Sunday, April 27, 2008

Cognitive Surplus: Here Comes Everybody

This is the truth: you can do a lot with the time you spend watching television. 2,000 Wikipedia projects a year, according to Clay Shirky. A shedload of World of Warcraft.

Several years ago, I wrote a novel with my spare time spent not watching television. People asked me "where did you find the time?" C'mon, people, it takes maybe an hour a day, tops, to write 1,000 words a day. If you can do that every day, you have the 1st draft of a 100-200,000 word novel in 3-6 months. It may well be crap, but you've got it laid down like a brick wall. Then, you just have to spend the rest of the year, an hour or so a day Photoshopping it to your liking.

Or, you can write articles about Pluto with your free time:


[S]he shook her head and said, "Where do people find the time?" That was her question. And I just kind of snapped. And I said, "No one who works in TV gets to ask that question. You know where the time comes from. It comes from the cognitive surplus you've been masking for 50 years."

So how big is that surplus? So if you take Wikipedia as a kind of unit, all of Wikipedia, the whole project--every page, every edit, every talk page, every line of code, in every language that Wikipedia exists in--that represents something like the cumulation of 100 million hours of human thought. I worked this out with Martin Wattenberg at IBM; it's a back-of-the-envelope calculation, but it's the right order of magnitude, about 100 million hours of thought.


And television watching? Two hundred billion hours, in the U.S. alone, every year. Put another way, now that we have a unit, that's 2,000 Wikipedia projects a year spent watching television. Or put still another way, in the U.S., we spend 100 million hours every weekend, just watching the ads. This is a pretty big surplus. People asking, "Where do they find the time?" when they're looking at things like Wikipedia don't understand how tiny that entire project is, as a carve-out of this asset that's finally being dragged into what Tim calls an architecture of participation.

Now, the interesting thing about a surplus like that is that society doesn't know what to do with it at first--hence the gin, hence the sitcoms. Because if people knew what to do with a surplus with reference to the existing social institutions, then it wouldn't be a surplus, would it? It's precisely when no one has any idea how to deploy something that people have to start experimenting with it, in order for the surplus to get integrated, and the course of that integration can transform society.
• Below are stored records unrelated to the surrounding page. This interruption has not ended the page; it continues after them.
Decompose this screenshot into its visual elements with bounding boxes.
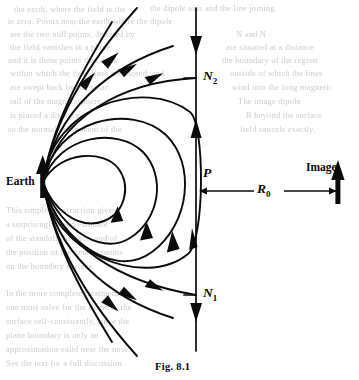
figure-caption: Fig. 8.1 — [155, 361, 190, 372]
closed-loop-2 — [43, 138, 157, 244]
boundary-arrow-bottom-down — [190, 303, 202, 322]
earth-label: Earth — [6, 175, 35, 187]
boundary-arrow-top-down — [190, 36, 202, 55]
neutral-point-upper-subscript: 2 — [213, 76, 218, 86]
boundary-arrow-mid-up — [191, 119, 202, 138]
neutral-point-lower-subscript: 1 — [213, 293, 218, 303]
closed-loop-flow-arrows — [111, 206, 198, 252]
distance-subscript: 0 — [266, 189, 271, 199]
neutral-point-upper-letter: N — [203, 68, 213, 83]
image-label: Image — [306, 161, 337, 173]
point-p-label: P — [203, 165, 211, 181]
distance-letter: R — [257, 181, 266, 196]
neutral-point-upper-label: N2 — [203, 68, 217, 86]
distance-label: R0 — [257, 181, 271, 199]
open-field-arrows-lower — [101, 279, 163, 311]
neutral-point-lower-letter: N — [203, 285, 213, 300]
field-line-diagram — [0, 0, 359, 380]
open-field-lines-upper — [43, 8, 196, 182]
figure-container: the earth, where the field is thethe dip… — [0, 0, 359, 380]
open-line-l1 — [43, 182, 137, 356]
neutral-point-lower-label: N1 — [203, 285, 217, 303]
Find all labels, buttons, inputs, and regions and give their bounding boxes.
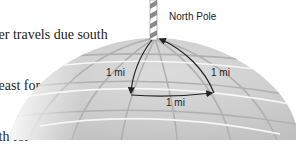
south-leg-label: 1 mi [106,67,125,78]
diagram-figure: ...er travels due south ...east for one … [0,0,296,148]
north-pole-label: North Pole [169,11,216,22]
globe-dome [0,38,296,148]
globe-illustration [0,0,296,148]
east-leg-label: 1 mi [166,97,185,108]
north-pole-marker [150,0,157,40]
north-leg-label: 1 mi [211,67,230,78]
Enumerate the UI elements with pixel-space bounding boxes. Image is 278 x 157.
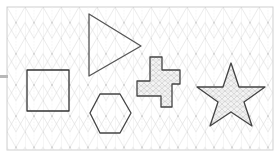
drawing-canvas[interactable]: [0, 0, 278, 157]
resize-handle[interactable]: [0, 75, 8, 78]
drawing-stage: [0, 0, 278, 157]
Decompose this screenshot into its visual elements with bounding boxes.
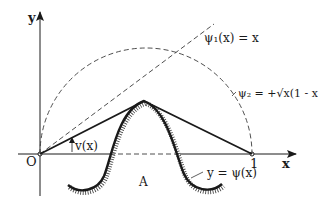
region-label: A xyxy=(138,175,148,189)
psi1-line xyxy=(40,24,214,154)
obstacle-label: y = ψ(x) xyxy=(206,166,257,180)
origin-label: O xyxy=(26,154,37,169)
y-axis-label: y xyxy=(27,10,36,25)
x-axis-label: x xyxy=(282,156,290,171)
obstacle-problem-diagram: y x O 1 v(x) ψ₁(x) = x ψ₂ = +√x(1 - x) y… xyxy=(0,0,318,211)
solution-label: v(x) xyxy=(74,139,98,153)
obstacle-label-leader xyxy=(191,172,203,178)
psi1-label: ψ₁(x) = x xyxy=(204,31,259,45)
psi2-label: ψ₂ = +√x(1 - x) xyxy=(238,87,318,100)
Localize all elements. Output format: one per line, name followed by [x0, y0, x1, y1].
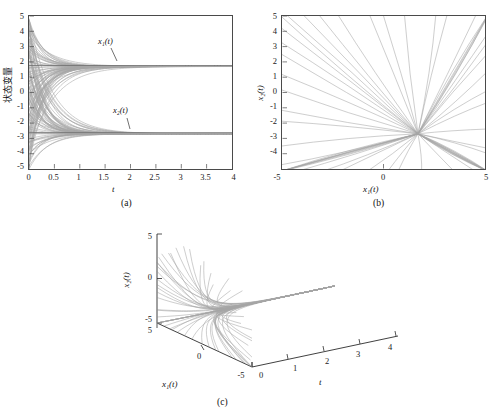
panel-b-ytick-m5: -5	[267, 172, 287, 182]
panel-b-ytick-3: 3	[261, 41, 277, 51]
panel-a-ytick-1: 1	[8, 71, 24, 81]
panel-b-xlabel: x₁(t)	[363, 184, 379, 194]
panel-a-ytick-4: 4	[8, 26, 24, 36]
panel-a-xtick-1: 1	[74, 172, 83, 182]
panel-a-plot-frame	[28, 15, 233, 170]
panel-b-ytick-1: 1	[261, 71, 277, 81]
panel-b-ytick-m2: -2	[257, 116, 277, 126]
panel-b-ytick-5: 5	[261, 11, 277, 21]
panel-a-xlabel: t	[112, 184, 115, 194]
panel-b: x₂(t) 5 4 3 2 1 0 -1 -2 -3 -4 -5 0 5 x₁(…	[245, 0, 495, 215]
panel-b-trajectories	[282, 16, 485, 169]
panel-a-xtick-4: 4	[229, 172, 238, 182]
panel-b-ytick-4: 4	[261, 26, 277, 36]
panel-b-ytick-2: 2	[261, 56, 277, 66]
panel-a: 状态变量 5 4 3 2 1 0 -1 -2 -3 -4 -5	[0, 0, 245, 215]
panel-a-xtick-15: 1.5	[95, 172, 112, 182]
panel-b-plot-frame	[281, 15, 486, 170]
panel-b-ytick-0: 0	[261, 86, 277, 96]
panel-b-ytick-m3: -3	[257, 131, 277, 141]
panel-a-xtick-25: 2.5	[146, 172, 163, 182]
panel-a-ytick-m4: -4	[4, 146, 24, 156]
panel-c: x₂(t) 5 0 -5 5 0 -5 0 1 2 3 4 x₁(t) t (c…	[100, 215, 420, 420]
panel-b-caption: (b)	[373, 198, 384, 208]
panel-a-label-x1: x₁(t)	[98, 36, 113, 46]
panel-a-ytick-m3: -3	[4, 131, 24, 141]
panel-b-ytick-m4: -4	[257, 146, 277, 156]
panel-a-xtick-2: 2	[125, 172, 134, 182]
panel-a-xtick-3: 3	[176, 172, 185, 182]
panel-a-trajectories	[29, 16, 232, 169]
panel-b-xtick-5: 5	[481, 172, 491, 182]
panel-a-xtick-05: 0.5	[45, 172, 62, 182]
panel-a-ytick-m1: -1	[4, 101, 24, 111]
panel-a-xtick-35: 3.5	[197, 172, 214, 182]
panel-c-axes-and-trajectories	[100, 215, 420, 390]
panel-b-xtick-0: 0	[378, 172, 388, 182]
panel-a-ytick-3: 3	[8, 41, 24, 51]
panel-a-ytick-5: 5	[8, 11, 24, 21]
panel-c-x1label: x₁(t)	[162, 379, 178, 389]
panel-c-tlabel: t	[319, 377, 322, 387]
panel-a-label-x2: x₂(t)	[113, 105, 128, 115]
panel-a-ytick-m5: -5	[4, 161, 24, 171]
panel-a-caption: (a)	[121, 198, 132, 208]
panel-a-ytick-m2: -2	[4, 116, 24, 126]
panel-a-ytick-0: 0	[8, 86, 24, 96]
panel-c-caption: (c)	[217, 397, 228, 407]
panel-a-xtick-0: 0	[24, 172, 33, 182]
panel-b-ytick-m1: -1	[257, 101, 277, 111]
panel-a-ytick-2: 2	[8, 56, 24, 66]
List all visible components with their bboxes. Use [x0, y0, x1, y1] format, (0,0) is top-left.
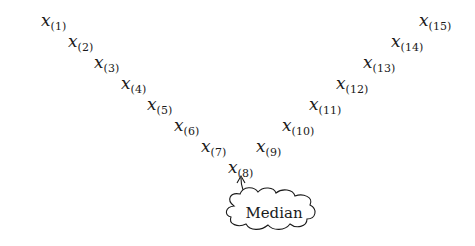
variable: x: [147, 94, 157, 114]
order-statistic-node: x(3): [94, 52, 119, 72]
subscript: (6): [184, 125, 200, 138]
subscript: (10): [292, 125, 315, 138]
subscript: (15): [429, 20, 452, 33]
order-statistic-node: x(12): [336, 73, 368, 93]
order-statistic-node: x(15): [419, 10, 451, 30]
subscript: (1): [51, 20, 67, 33]
order-statistic-node: x(5): [147, 94, 172, 114]
variable: x: [228, 157, 238, 177]
variable: x: [121, 73, 131, 93]
subscript: (5): [157, 104, 173, 117]
order-statistic-node: x(10): [282, 115, 314, 135]
order-statistic-node: x(1): [41, 10, 66, 30]
order-statistic-node: x(8): [228, 157, 253, 177]
order-statistic-node: x(14): [391, 31, 423, 51]
variable: x: [363, 52, 373, 72]
variable: x: [174, 115, 184, 135]
subscript: (14): [401, 41, 424, 54]
subscript: (8): [238, 167, 254, 180]
variable: x: [201, 136, 211, 156]
variable: x: [336, 73, 346, 93]
subscript: (11): [319, 104, 342, 117]
subscript: (7): [211, 146, 227, 159]
order-statistic-node: x(11): [309, 94, 341, 114]
subscript: (13): [373, 62, 396, 75]
median-label: Median: [232, 204, 316, 222]
variable: x: [309, 94, 319, 114]
variable: x: [256, 136, 266, 156]
subscript: (9): [266, 146, 282, 159]
variable: x: [68, 31, 78, 51]
variable: x: [419, 10, 429, 30]
subscript: (4): [131, 83, 147, 96]
order-statistic-node: x(4): [121, 73, 146, 93]
variable: x: [391, 31, 401, 51]
order-statistic-node: x(9): [256, 136, 281, 156]
variable: x: [282, 115, 292, 135]
subscript: (12): [346, 83, 369, 96]
subscript: (3): [104, 62, 120, 75]
order-statistic-node: x(7): [201, 136, 226, 156]
order-statistic-node: x(13): [363, 52, 395, 72]
variable: x: [41, 10, 51, 30]
order-statistic-node: x(6): [174, 115, 199, 135]
variable: x: [94, 52, 104, 72]
subscript: (2): [78, 41, 94, 54]
order-statistic-node: x(2): [68, 31, 93, 51]
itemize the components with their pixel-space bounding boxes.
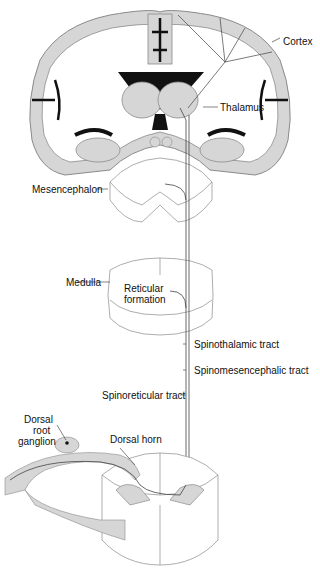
label-spinomesencephalic-tract: Spinomesencephalic tract [194,365,309,376]
label-mesencephalon: Mesencephalon [32,184,103,195]
label-dorsal-root-ganglion-1: Dorsal [24,414,53,425]
mesencephalon-section [110,158,212,222]
spinal-cord-section [102,453,218,565]
label-thalamus: Thalamus [220,102,264,113]
label-dorsal-root-ganglion-3: ganglion [18,436,56,447]
label-cortex: Cortex [283,36,312,47]
label-medulla: Medulla [66,277,101,288]
label-dorsal-horn: Dorsal horn [110,434,162,445]
label-spinothalamic-tract: Spinothalamic tract [194,339,279,350]
label-dorsal-root-ganglion-2: root [33,425,50,436]
label-reticular-formation-1: Reticular [124,283,163,294]
label-reticular-formation-2: formation [124,294,166,305]
brain-coronal-section [30,11,290,175]
label-spinoreticular-tract: Spinoreticular tract [102,390,185,401]
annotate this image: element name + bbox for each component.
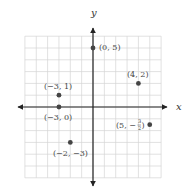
- point-label-neg2-neg3: (−2, −3): [53, 149, 88, 158]
- point-label-neg3-1: (−3, 1): [44, 82, 72, 91]
- point-label-5-suffix: ): [142, 121, 145, 130]
- x-axis-label: x: [176, 101, 182, 112]
- point-label-5-prefix: (5, −: [116, 121, 136, 130]
- point-label-4-2: (4, 2): [127, 70, 149, 79]
- point-label-0-5: (0, 5): [99, 43, 121, 52]
- plotted-point: [57, 105, 62, 110]
- plotted-point: [68, 140, 73, 145]
- plotted-point: [136, 81, 141, 86]
- y-axis-label: y: [90, 7, 97, 18]
- point-label-neg3-0: (−3, 0): [44, 113, 72, 122]
- point-label-5-neg3half: (5, − 3 2 ): [116, 118, 145, 131]
- plotted-point: [147, 122, 152, 127]
- plotted-point: [57, 93, 62, 98]
- plotted-point: [91, 46, 96, 51]
- coordinate-plane: x y (0, 5) (4, 2) (−3, 1) (−3, 0) (5, − …: [0, 0, 191, 191]
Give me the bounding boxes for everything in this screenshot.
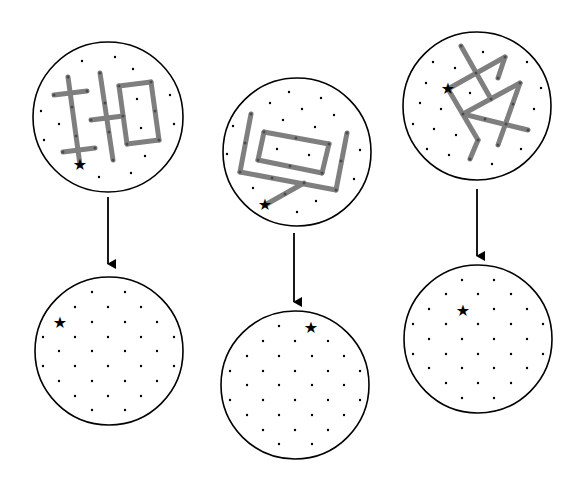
circle-boundary — [404, 265, 552, 413]
circle-boundary — [221, 311, 369, 459]
panel-left-top: ★ — [33, 42, 183, 192]
star-icon: ★ — [73, 155, 87, 174]
star-icon: ★ — [258, 195, 272, 214]
panel-left-bottom: ★ — [35, 277, 183, 425]
star-icon: ★ — [53, 313, 67, 332]
panel-right-bottom: ★ — [404, 265, 552, 413]
panel-right-top: ★ — [403, 32, 551, 180]
panel-middle-top: ★ — [223, 78, 371, 226]
circle-boundary — [35, 277, 183, 425]
panel-middle-bottom: ★ — [221, 311, 369, 459]
star-icon: ★ — [456, 301, 470, 320]
diagram-canvas: ★ ★ — [0, 0, 581, 485]
star-icon: ★ — [441, 79, 455, 98]
star-icon: ★ — [304, 318, 318, 337]
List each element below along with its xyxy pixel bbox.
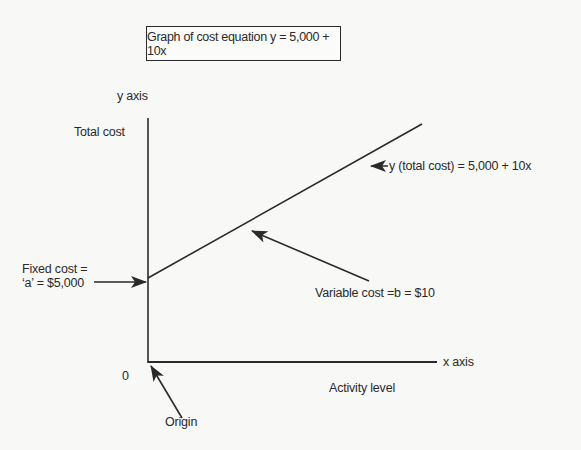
diagram-graphics [0,0,581,450]
diagram-title: Graph of cost equation y = 5,000 + 10x [146,26,341,61]
x-axis-title: Activity level [329,381,395,396]
y-axis-label: y axis [117,89,148,104]
fixed-cost-label-line2: ‘a’ = $5,000 [22,276,84,291]
origin-label: Origin [165,415,197,430]
fixed-cost-label-line1: Fixed cost = [22,262,87,277]
total-cost-line [148,124,422,278]
x-axis-label: x axis [443,355,474,370]
cost-equation-diagram: Graph of cost equation y = 5,000 + 10x y… [0,0,581,450]
origin-arrow [151,366,182,418]
origin-zero-label: 0 [122,369,129,384]
y-axis-title: Total cost [74,125,125,140]
total-cost-equation-label: y (total cost) = 5,000 + 10x [389,159,531,174]
variable-cost-label: Variable cost =b = $10 [315,286,435,301]
variable-cost-arrow [252,231,369,281]
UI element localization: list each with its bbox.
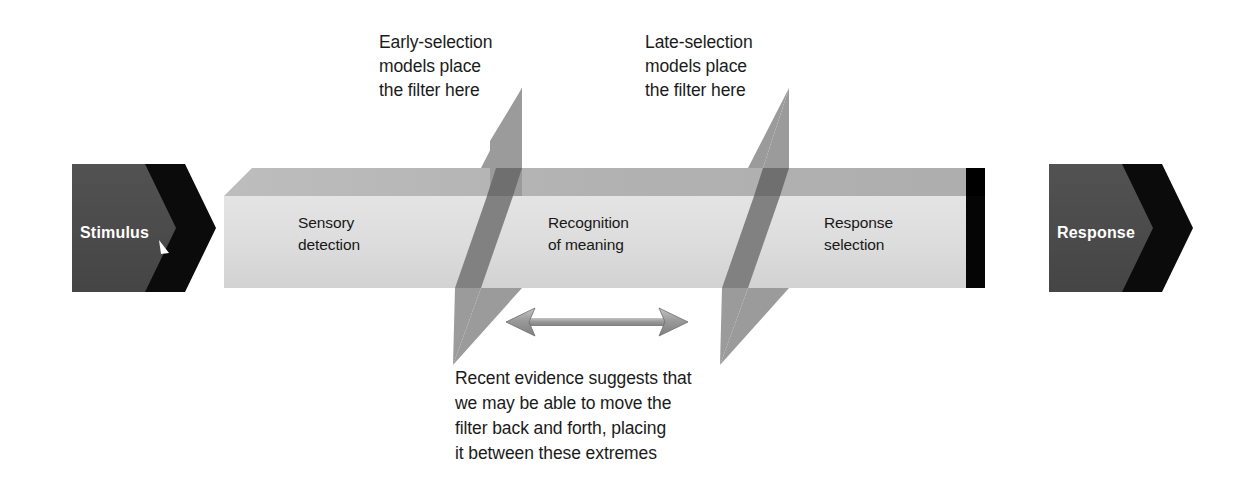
range-note-line-1: Recent evidence suggests that bbox=[455, 368, 691, 388]
diagram-canvas: Early-selectionmodels placethe filter he… bbox=[0, 0, 1237, 500]
stage-label-sensory-detection: Sensorydetection bbox=[298, 212, 360, 256]
filter-range-note: Recent evidence suggests thatwe may be a… bbox=[455, 366, 691, 466]
early-selection-line-1: Early-selection bbox=[379, 32, 492, 52]
response-badge-label: Response bbox=[1057, 224, 1135, 242]
bar-top-face bbox=[224, 168, 966, 196]
range-note-line-2: we may be able to move the bbox=[455, 393, 671, 413]
stage-label-response-selection: Responseselection bbox=[824, 212, 893, 256]
early-selection-line-3: the filter here bbox=[379, 80, 480, 100]
range-note-line-4: it between these extremes bbox=[455, 443, 657, 463]
late-selection-annotation: Late-selectionmodels placethe filter her… bbox=[645, 30, 753, 102]
early-selection-line-2: models place bbox=[379, 56, 481, 76]
stage-1-line-2: detection bbox=[298, 236, 360, 253]
early-selection-annotation: Early-selectionmodels placethe filter he… bbox=[379, 30, 492, 102]
range-note-line-3: filter back and forth, placing bbox=[455, 418, 666, 438]
late-selection-line-2: models place bbox=[645, 56, 747, 76]
stage-3-line-2: selection bbox=[824, 236, 884, 253]
stage-3-line-1: Response bbox=[824, 214, 893, 231]
late-selection-line-3: the filter here bbox=[645, 80, 746, 100]
stage-2-line-1: Recognition bbox=[548, 214, 629, 231]
double-headed-arrow bbox=[506, 308, 688, 336]
late-selection-line-1: Late-selection bbox=[645, 32, 753, 52]
stimulus-badge-label: Stimulus bbox=[80, 224, 149, 242]
arrow-shaft bbox=[528, 318, 666, 326]
stage-label-recognition-of-meaning: Recognitionof meaning bbox=[548, 212, 629, 256]
stage-1-line-1: Sensory bbox=[298, 214, 354, 231]
stage-2-line-2: of meaning bbox=[548, 236, 624, 253]
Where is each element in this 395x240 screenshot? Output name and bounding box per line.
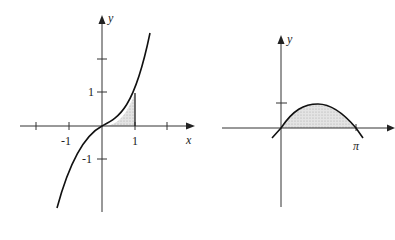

The early phase for taking advantage of this cognitive surplus, the phase I think we're still in, is all special cases. The physics of participation is much more like the physics of weather than it is like the physics of gravity. We know all the forces that combine to make these kinds of things work: there's an interesting community over here, there's an interesting sharing model over there, those people are collaborating on open source software. But despite knowing the inputs, we can't predict the outputs yet because there's so much complexity.